Thursday, April 28, 2005

Full Metal Jacket

Well, I'm no kind of film buff, so maybe that's why I'm not entirely sold on the idea of Kubrick as a great director. À propos, I haven't seen all his films, but of those that I have seen, Strangelove was fantastic, A Clockwork Orange was unpleasant but undeniably memorable (and also, I think, quite good, though I'm in no hurry to watch it again), but 2001 put me to sleep (though I admittedly didn't watch it - or, rather, attempt to watch it - in the most conducive of states) and I found The Shining, which I'd have expected to like, rather on the turgid side. In any case, the net result of all this is that I didn't go into Full Metal Jacket particularly expecting to be blown away, and in the event it did leave me fairly underwhelmed.

It's certainly very well made, and funny in places, but I didn't find much else to like about it. The first 'act', following the training of the recruits, is well-acted and interesting but doesn't seem to have any point (though its unsettling ending, in particular, would in a different film have lent itself to a fairly programmatic reading).
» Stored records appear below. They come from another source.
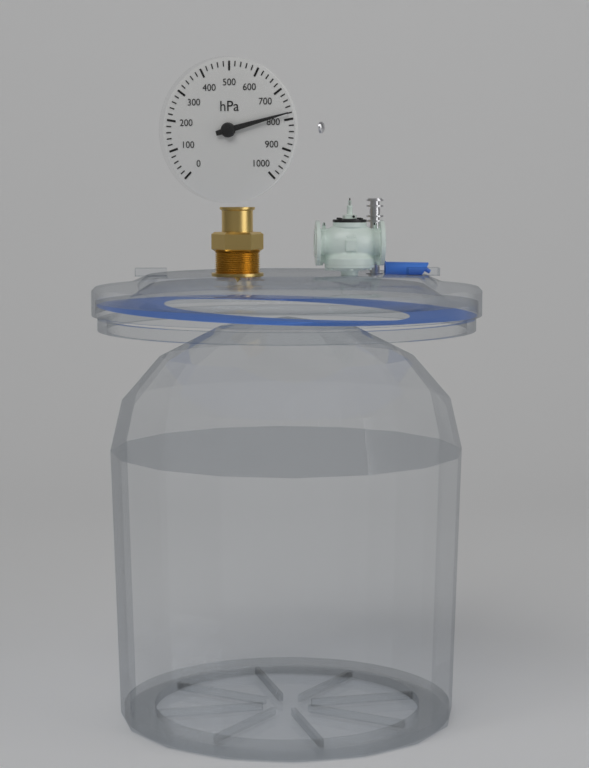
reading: 780 hPa
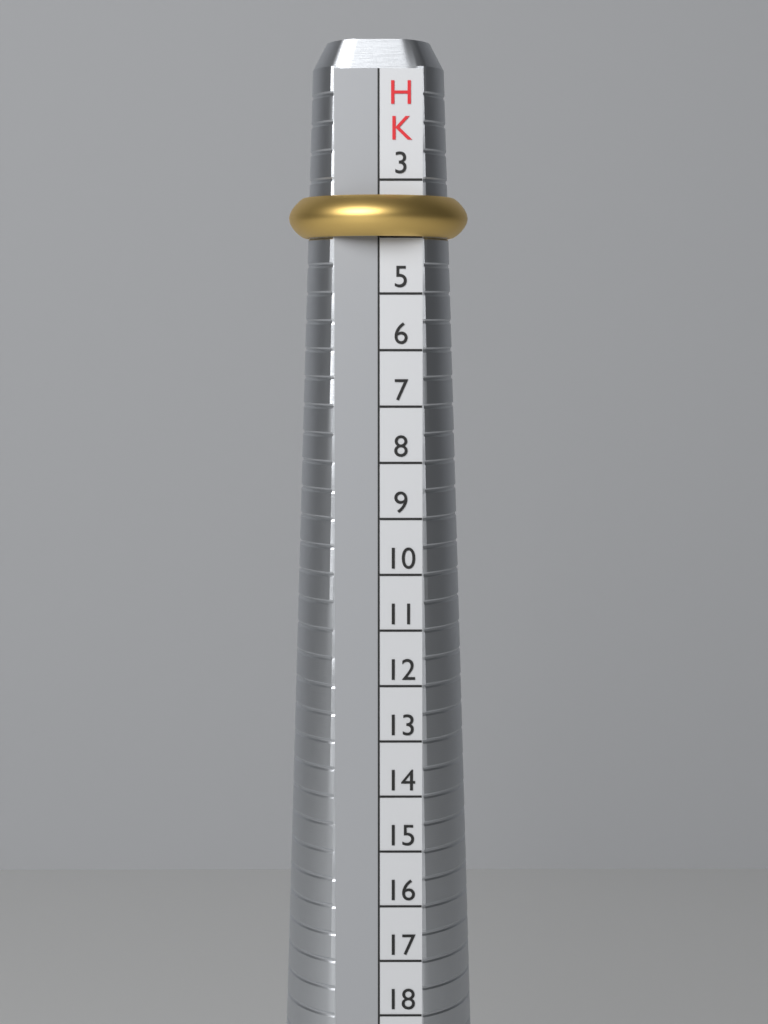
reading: 4 HK
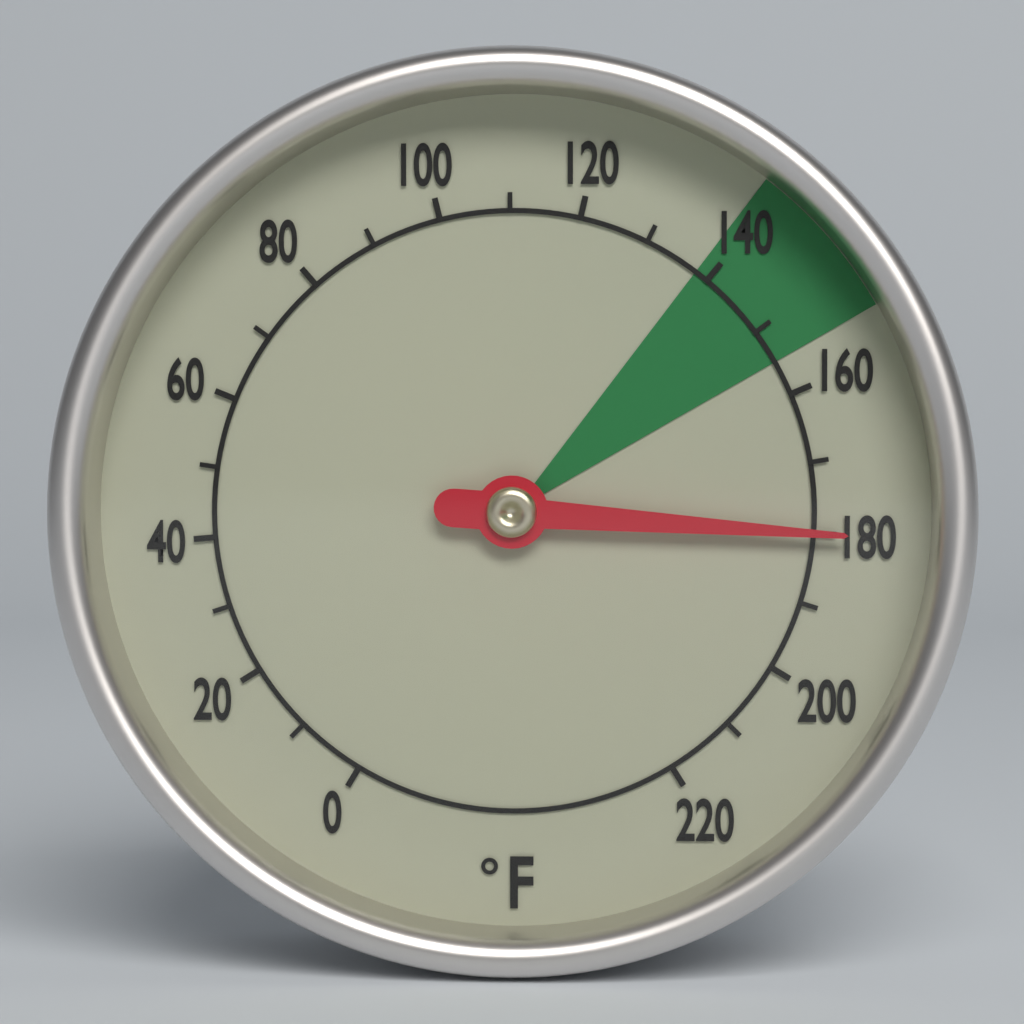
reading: 180 °F
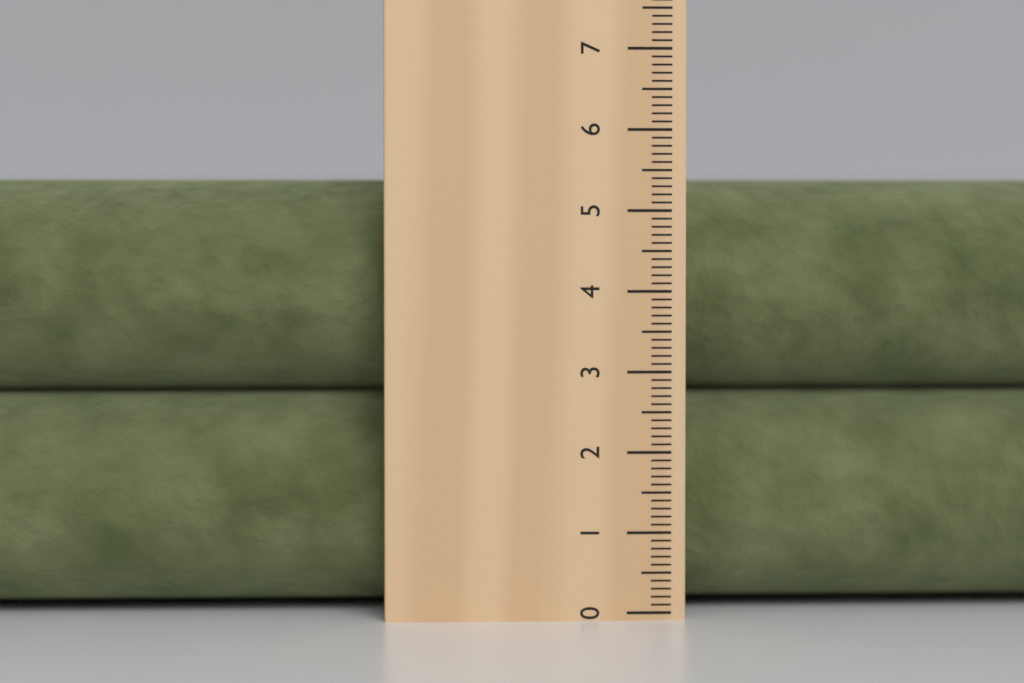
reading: 5.4 cm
And the second act, in Vietnam itself, is neat but also strikes me as pointless, right up to the anti-climactic ending (could it be that this is Kubrick's point? Maybe, but I kind of doubt it). I guess that I just don't respond to Kubrick's work - sometimes, I can admire it, but I'm not wired in a way to 'feel' it, and I don't watch films in a way which allows me to enjoy them unless I feel them. So that's that for Stanley Kubrick and I, at least for now.